In my ideal OS this path would be extended even further. I'd want Core Data like system to abstract further and allow more data mixing (obviously with an apps permission). All data stored in the system would be encouraged to have rich metadata. And the system indexer would have a unified entry point for apps that wanted to expose their data to the system as a whole.  I could thus have an app (e.g. a Getting things done app) that exposed my to do information with my email app and allowed contextual linking between them.

73
General Software Discussion / Re: WINDOWS 7 THREAD (ongoing)
« on: October 30, 2008, 01:11 PM »
Memory use of the Window manager has been cut 50% per window:

http://www.istarteds...y-consumption-by-50/

Seems to be using the GPU better than it did before (why was it so inefficient before I wonder, is it really some magic that could only come with DX10.1?).

And it seems some more love is being given to font management:

http://www.istarteds...-fonts-in-windows-7/

Now, the crappy font handling in Windows is one of the main reasons I prefer OS X. Apple really sweated the details and for anyone who loves typography and book layout etc. Windows is uselessly primitive. What is a shame is that Microsoft have really helped the technical underpinnings of digital font technology (e.g. opentype), they just failed to implement it much in their OS. Anyway, it looks as if MS are slowly waking up from their slumber, and finally thinking about some of the smaller UI details. They still have to do *much* more, I'm still shocked that their major contribution (the wonderful opentype) is still not anywhere to be found in their OS. I can use contextual ligatures even in Leopard's notepad equivalent, but can't do so in MS's flagship word processor!!! I can but dream that Windows 8 will finally support something MS pushed in 1994...

74
General Software Discussion / Re: WINDOWS 7 THREAD (ongoing)
« on: October 29, 2008, 02:30 PM »
Jump lists. That there is the single nicest feature I've seen UI wise:

Windows Media Player JumpList.jpg
{source: ars technica}

Contextual tools and links, wrapped in a nice API. This really has the potential to be a nice unique feature. OS X has it for a few apps like iTunes, but it is not standardised and ubiquitous as MS are aiming to do.

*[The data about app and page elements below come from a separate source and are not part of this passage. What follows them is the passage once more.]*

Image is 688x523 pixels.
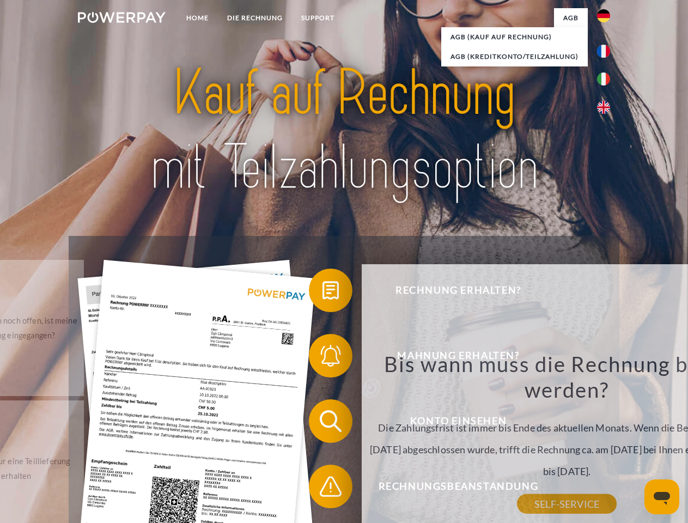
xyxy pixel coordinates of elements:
iframe: Schaltfläche zum Öffnen des Messaging-Fensters [645,479,679,514]
a: AGB (Kreditkonto/Teilzahlung) [441,47,588,66]
a: DIE RECHNUNG [218,8,292,28]
img: de [597,9,610,22]
img: qb_bill.svg [317,277,344,304]
img: qb_warning.svg [317,473,344,500]
button: Rechnungsbeanstandung [309,465,592,508]
img: title-powerpay_de.svg [104,52,584,209]
a: Home [177,8,218,28]
a: SUPPORT [292,8,344,28]
img: qb_search.svg [317,408,344,435]
img: logo-powerpay-white.svg [78,12,166,23]
a: SELF-SERVICE [517,494,617,514]
a: AGB (Kauf auf Rechnung) [441,27,588,47]
a: agb [554,8,588,28]
img: qb_bell.svg [317,342,344,369]
button: Konto einsehen [309,399,592,443]
img: it [597,72,610,86]
img: fr [597,45,610,58]
img: en [597,101,610,114]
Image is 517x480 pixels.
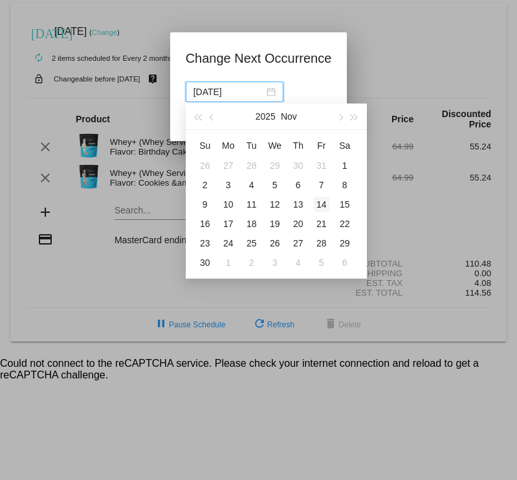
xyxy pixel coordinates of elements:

Really lovely  :-* It reminds me of Quicksilver in a good way.

I also welcome the user regaining full dominion over the (horrible) system tray, a welcome poke-in-the-eye to all the apps that fight over this piece of screen realestate (seems much better than the systray hiding mechanism of XP).

The other bits seem nice tweaks, they are playing catch-up to functionality elsewhere. I do think the window thumbnails are better than the kludgy flip3D.

So, er, reading between the lines, I'm sensing that overall performance is an issue for you, Superboyac?
-Darwin

 :D :D :D

75
Job's reply at the QA on why no blu-ray:

Blu-ray is a bag of hurt. I don’t mean from the consumer point of view. It’s great to watch movies, but the licensing is so complex. We’re waiting until things settle down, and waiting until Blu-ray takes off before we burden our customers with the cost of licensing.

Great news IMO...

Displayport is the new HDMI so it seems. Macbook pro gets hybrid-SLI, which is nice. But the $899 macbook rumour didn't pan out which is a great shame.